Vietnam or Thailand ? Vote for the TOP Country of the Week !

Updated: May 16, 2025


When I read the lives of the philosophers in Diogenes Laertius, I arrive at the conclusion that Epicurus, Zeno, Diogenes, Protagoras and the others were nothing more than men who had common sense. Clearly, as a corollary, I am obliged to conclude that the people we meet nowadays upon the street, whether they wear gowns, uniforms or blouses, are mere animals masquerading in human shape.

For confidence may be given to men by art, and also, like ability, by madness and rage; but courage comes to them from nature and the healthy state of the soul. I said: You would admit, Protagoras, that some men live well and others ill? He assented. And do you think that a man lives well who lives in pain and grief? He does not.

The master silenced with his outstretched hand the murmur of disapproval which arose, and said: "It must first be proved that Phidias' statue must borrow gold from the sun, but since that is unproved, it is absurd to talk of a deficit. Moreover, gold cannot be borrowed from the sun. Therefore what Protagoras says is mere babble, and deserves no answer.

Would not knowledge? a knowledge of measuring, when the question is one of excess and defect, and a knowledge of number, when the question is of odd and even? The world will acknowledge that, will they not? Protagoras admitted that they would.

Meanwhile Callias and Alcibiades got Prodicus out of bed and brought in him and his companions. When we were all seated, Protagoras said: Now that the company are assembled, Socrates, tell me about the young man of whom you were just now speaking.

"We were discussing," said I, "that very thing for which we found you praying-namely, truth, and what it might be." "Perhaps you went a worse way toward discovering it than I did. But let us hear. Whence did the discussion arise?" "From something," said Alcibiades, "which Protagoras said in his lecture yesterday-How truth was what each man troweth, or believeth, to be true.

The closest analogy to this development of thought is not offered by the Renaissance, to which the description HUMANISTIC has been conventionally appropriated, but rather by the age of illumination in Greece in the latter half of the fifth century B.C., represented by Protagoras, Socrates, and others who turned from the ultimate problems of the cosmos, hitherto the main study of philosophers, to man, his nature and his works.

Pleasure is, by its nature, a change or transition, and cannot be a supreme end. The mixture of Pleasure and Intelligence is to be adjusted by the all-important principle of Measure or Proportion, which connects the Good with the Beautiful. A decided asceticism is the ethical tendency of this dialogue. It is markedly opposed to the view of the Protagoras.

He jestingly said, that he would make the same bargain with me that was made by the famous sophist Protagoras of old with his pupil, that he should have the profits of the first cause I should win certain that I would not, like his treacherous pupil Evathlus, employ the rhetorician's arms against himself, to cheat him out of his promised reward.

"The wise man does not willingly speak of his wife," Protagoras struck in: "nor of his weakness." "You have said it. One sacrifices to the earth, but unwillingly; one binds oneself, but without pleasure; one endures, but loves not; one does one's duty to the State, but with difficulty. There is only one Aspasia, and she belongs to Pericles the greatest woman to the greatest man.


**What you need to do:**
Would you restate each entry word for word, omitting the pictures?

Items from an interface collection
=== Section Start ===
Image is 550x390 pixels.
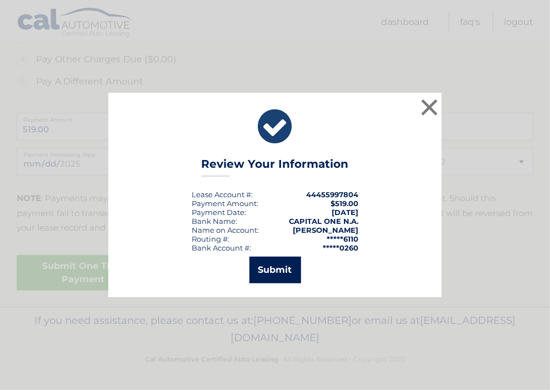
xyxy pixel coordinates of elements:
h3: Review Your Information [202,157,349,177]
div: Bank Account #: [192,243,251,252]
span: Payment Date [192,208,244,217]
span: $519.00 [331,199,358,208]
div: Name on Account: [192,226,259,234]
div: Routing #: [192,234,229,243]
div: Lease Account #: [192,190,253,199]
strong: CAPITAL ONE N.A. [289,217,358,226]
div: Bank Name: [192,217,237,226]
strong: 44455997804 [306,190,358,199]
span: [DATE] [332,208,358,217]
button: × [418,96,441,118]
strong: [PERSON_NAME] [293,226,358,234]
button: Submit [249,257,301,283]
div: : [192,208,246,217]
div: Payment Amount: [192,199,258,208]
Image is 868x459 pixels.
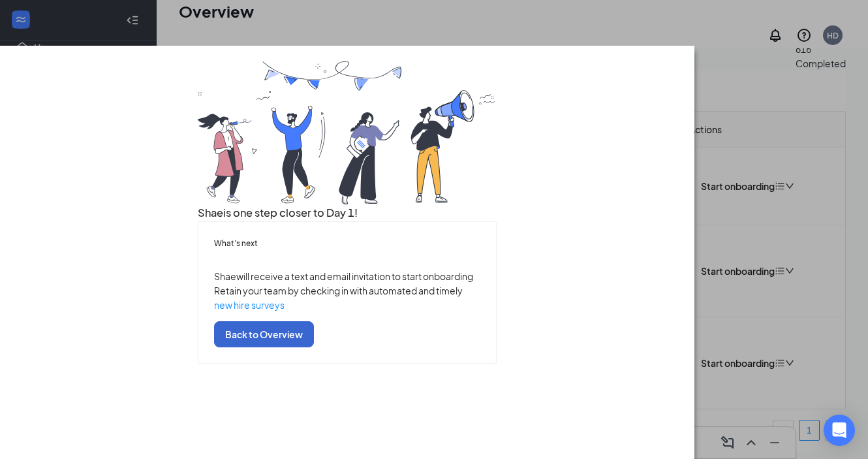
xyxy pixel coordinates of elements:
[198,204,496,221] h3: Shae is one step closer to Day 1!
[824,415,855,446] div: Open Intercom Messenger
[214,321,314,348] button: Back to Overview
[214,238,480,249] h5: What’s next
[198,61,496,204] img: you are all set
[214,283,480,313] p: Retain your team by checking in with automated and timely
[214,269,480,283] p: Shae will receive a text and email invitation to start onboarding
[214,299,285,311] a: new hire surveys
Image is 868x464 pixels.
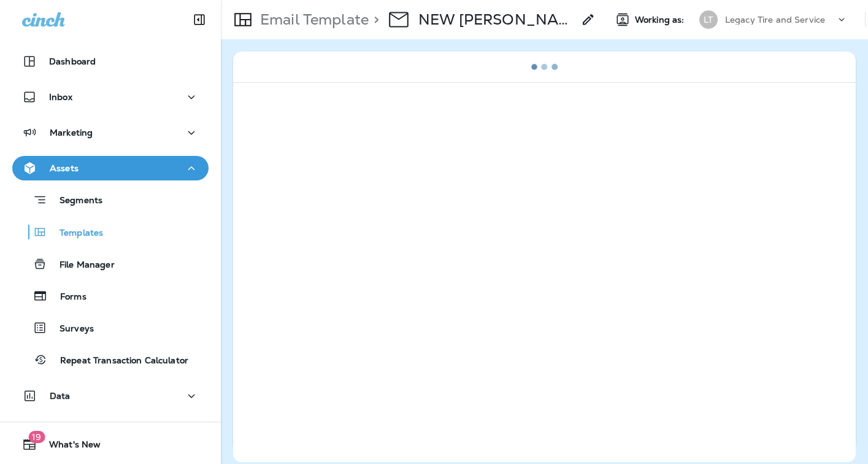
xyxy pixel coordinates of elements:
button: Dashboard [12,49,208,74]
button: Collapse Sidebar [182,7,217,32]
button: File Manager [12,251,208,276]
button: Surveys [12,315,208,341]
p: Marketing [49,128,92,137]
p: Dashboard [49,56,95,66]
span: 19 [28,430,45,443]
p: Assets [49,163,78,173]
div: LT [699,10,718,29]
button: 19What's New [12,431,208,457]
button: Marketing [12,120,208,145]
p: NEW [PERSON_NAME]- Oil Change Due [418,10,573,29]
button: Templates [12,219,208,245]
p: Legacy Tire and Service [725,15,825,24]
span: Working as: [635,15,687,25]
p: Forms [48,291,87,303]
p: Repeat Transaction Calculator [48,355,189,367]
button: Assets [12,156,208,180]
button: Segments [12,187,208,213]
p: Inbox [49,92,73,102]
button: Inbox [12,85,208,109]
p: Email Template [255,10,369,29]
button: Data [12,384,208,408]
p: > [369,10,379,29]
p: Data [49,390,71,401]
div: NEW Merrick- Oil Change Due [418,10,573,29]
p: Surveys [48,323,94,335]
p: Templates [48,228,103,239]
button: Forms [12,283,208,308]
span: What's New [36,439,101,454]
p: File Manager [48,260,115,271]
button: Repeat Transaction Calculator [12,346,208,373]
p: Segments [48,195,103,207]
=== Section End ===
**Solution for this exercise:**
Image is 550x390 pixels.
xyxy pixel coordinates of elements:
h3: Review Your Information [202,157,349,177]
div: Bank Account #: [192,243,251,252]
span: Payment Date [192,208,244,217]
span: $519.00 [331,199,358,208]
div: Name on Account: [192,226,259,234]
div: Routing #: [192,234,229,243]
div: Lease Account #: [192,190,253,199]
strong: CAPITAL ONE N.A. [289,217,358,226]
div: Bank Name: [192,217,237,226]
strong: 44455997804 [306,190,358,199]
span: [DATE] [332,208,358,217]
button: × [418,96,441,118]
strong: [PERSON_NAME] [293,226,358,234]
button: Submit [249,257,301,283]
div: : [192,208,246,217]
div: Payment Amount: [192,199,258,208]
Image is 868x459 pixels.
xyxy pixel coordinates of elements:
[198,204,496,221] h3: Shae is one step closer to Day 1!
[824,415,855,446] div: Open Intercom Messenger
[214,321,314,348] button: Back to Overview
[214,238,480,249] h5: What’s next
[198,61,496,204] img: you are all set
[214,283,480,313] p: Retain your team by checking in with automated and timely
[214,269,480,283] p: Shae will receive a text and email invitation to start onboarding
[214,299,285,311] a: new hire surveys
Image is 868x464 pixels.
xyxy pixel coordinates of elements:
button: Dashboard [12,49,208,74]
button: Collapse Sidebar [182,7,217,32]
button: File Manager [12,251,208,276]
button: Surveys [12,315,208,341]
p: Marketing [49,128,92,137]
p: Dashboard [49,56,95,66]
span: 19 [28,430,45,443]
p: Assets [49,163,78,173]
div: LT [699,10,718,29]
button: 19What's New [12,431,208,457]
button: Marketing [12,120,208,145]
p: NEW [PERSON_NAME]- Oil Change Due [418,10,573,29]
button: Templates [12,219,208,245]
p: Legacy Tire and Service [725,15,825,24]
span: Working as: [635,15,687,25]
p: Forms [48,291,87,303]
p: Repeat Transaction Calculator [48,355,189,367]
button: Assets [12,156,208,180]
button: Segments [12,187,208,213]
p: Inbox [49,92,73,102]
button: Inbox [12,85,208,109]
p: Email Template [255,10,369,29]
button: Data [12,384,208,408]
p: > [369,10,379,29]
p: Data [49,390,71,401]
div: NEW Merrick- Oil Change Due [418,10,573,29]
p: Surveys [48,323,94,335]
p: Templates [48,228,103,239]
button: Forms [12,283,208,308]
span: What's New [36,439,101,454]
p: File Manager [48,260,115,271]
button: Repeat Transaction Calculator [12,346,208,373]
p: Segments [48,195,103,207]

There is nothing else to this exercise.